I argue that, although it is less true in 5e, it is still the case. Especially because casters have the tremendous upside of versatility. And in my opinion, it will always be the case because of the fantasy of swords and magic that we have in our heads.
If by 'we' we mean 'people who have played D&D for a long time,' sure, I suppose so.
Dreams&Pixies said:
As long as d&d has such high-fantasy magic, the gap between fighters and wizards is unlikely to ever be bridged.
You say 'as long as,' but the gap's already been bridged. In 4e the Fighter & Wizard were reasonably balanced.
5e did not restore LFQW entirely. It restored part of the lavish spell progression to wizards while taking away virtually all limited-resource abilities from the Fighter, but it also scaled spells with slots rather than caster level. And, it also restored the 1e fighter's multiple attacks, problematic in their own way.
OTOH, 5e scales save DCs with character levels when 3.x scaled saves with slot level, and TSR era D&D didn't scale save DCs, at all.
The 5e fighter improves with level, basically, about every 5th level he gets an extra attack, that's the main thing. It's nothing to sneeze at, it's 'linear,' though any damage bonus he gets is essentially multiplied by the number of attacks. The wizard also scales his cantrips every 5 levels, and they start out, and stay, weaker in terms of DPR than extra attacks, and there's not a lot of bonuses available to add to them. There's more of a range of what cantrips can do than what weapons can do, but it's not huge, so on the at-will side there's this gap between the two. Spells fill in that gap.
At first, two 1st level spell slots do so, and it goes up from there. It takes the wizard's higher level slots to really step up and deliver excess damage to make up for the difference between cantrips & extra attack over a full 6-8 encounter day, so if the wizard only ever got 2 or 3 of his top slots, it'd probably just end there. But, of course, he keeps his lower level slots, which stop mattering so much for DPR purposes but still give him ever-growing added versatility. Then there's rituals.
Thus, the wizard stays Tier 1 as it was in 3.5, while the fighter, as a competent DPR specialist rises to Tier 4 - or even with judicious use of backgrounds & feats to expand out-of-combat competence, arguably Tier 3 (purists might point out that 'builds' aren't supposed to factor into Tier).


**About this exercise:** For the records below, say how many lines contain the string "title". Give the number only.

**Input:**

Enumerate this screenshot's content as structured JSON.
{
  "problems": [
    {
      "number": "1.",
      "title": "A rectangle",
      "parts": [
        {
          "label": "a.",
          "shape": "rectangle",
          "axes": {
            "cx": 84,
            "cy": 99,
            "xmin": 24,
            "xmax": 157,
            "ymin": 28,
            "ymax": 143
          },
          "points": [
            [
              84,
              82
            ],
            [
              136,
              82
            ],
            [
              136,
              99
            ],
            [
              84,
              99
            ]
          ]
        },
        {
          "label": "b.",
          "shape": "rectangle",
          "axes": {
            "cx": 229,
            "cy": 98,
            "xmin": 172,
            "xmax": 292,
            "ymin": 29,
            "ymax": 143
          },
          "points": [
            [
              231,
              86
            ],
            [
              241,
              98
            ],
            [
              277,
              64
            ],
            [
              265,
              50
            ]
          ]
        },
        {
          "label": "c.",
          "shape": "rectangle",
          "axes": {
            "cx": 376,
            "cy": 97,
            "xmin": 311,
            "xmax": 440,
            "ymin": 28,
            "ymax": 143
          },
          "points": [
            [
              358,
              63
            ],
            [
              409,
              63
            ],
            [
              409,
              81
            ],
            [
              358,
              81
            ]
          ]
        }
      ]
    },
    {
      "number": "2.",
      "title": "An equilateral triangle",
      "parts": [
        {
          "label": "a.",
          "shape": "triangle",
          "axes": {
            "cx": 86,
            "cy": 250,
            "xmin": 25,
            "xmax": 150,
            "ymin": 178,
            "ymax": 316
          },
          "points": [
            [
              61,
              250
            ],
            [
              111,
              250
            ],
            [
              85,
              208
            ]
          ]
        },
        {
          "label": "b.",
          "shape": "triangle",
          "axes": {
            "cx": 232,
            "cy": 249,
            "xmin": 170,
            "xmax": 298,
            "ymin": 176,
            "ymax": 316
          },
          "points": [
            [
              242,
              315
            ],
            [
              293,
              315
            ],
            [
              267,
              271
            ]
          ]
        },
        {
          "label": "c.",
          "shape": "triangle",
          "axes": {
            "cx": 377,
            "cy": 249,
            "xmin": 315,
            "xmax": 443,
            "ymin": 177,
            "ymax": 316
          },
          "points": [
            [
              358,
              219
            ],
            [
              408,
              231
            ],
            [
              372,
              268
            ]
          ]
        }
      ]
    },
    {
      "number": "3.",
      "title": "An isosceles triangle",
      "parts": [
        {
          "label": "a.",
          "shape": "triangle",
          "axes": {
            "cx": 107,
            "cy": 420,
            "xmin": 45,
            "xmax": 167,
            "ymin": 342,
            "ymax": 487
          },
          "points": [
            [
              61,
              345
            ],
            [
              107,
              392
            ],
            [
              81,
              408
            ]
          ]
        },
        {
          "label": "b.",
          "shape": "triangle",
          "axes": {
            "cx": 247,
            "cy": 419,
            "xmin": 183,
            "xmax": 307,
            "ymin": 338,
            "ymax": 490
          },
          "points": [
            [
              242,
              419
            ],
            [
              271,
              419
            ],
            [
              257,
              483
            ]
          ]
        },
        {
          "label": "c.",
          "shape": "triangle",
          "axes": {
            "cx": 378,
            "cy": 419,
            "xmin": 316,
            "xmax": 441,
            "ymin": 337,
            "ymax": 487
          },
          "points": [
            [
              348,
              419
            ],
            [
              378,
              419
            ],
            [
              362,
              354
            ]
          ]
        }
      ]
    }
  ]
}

**The answer:** 3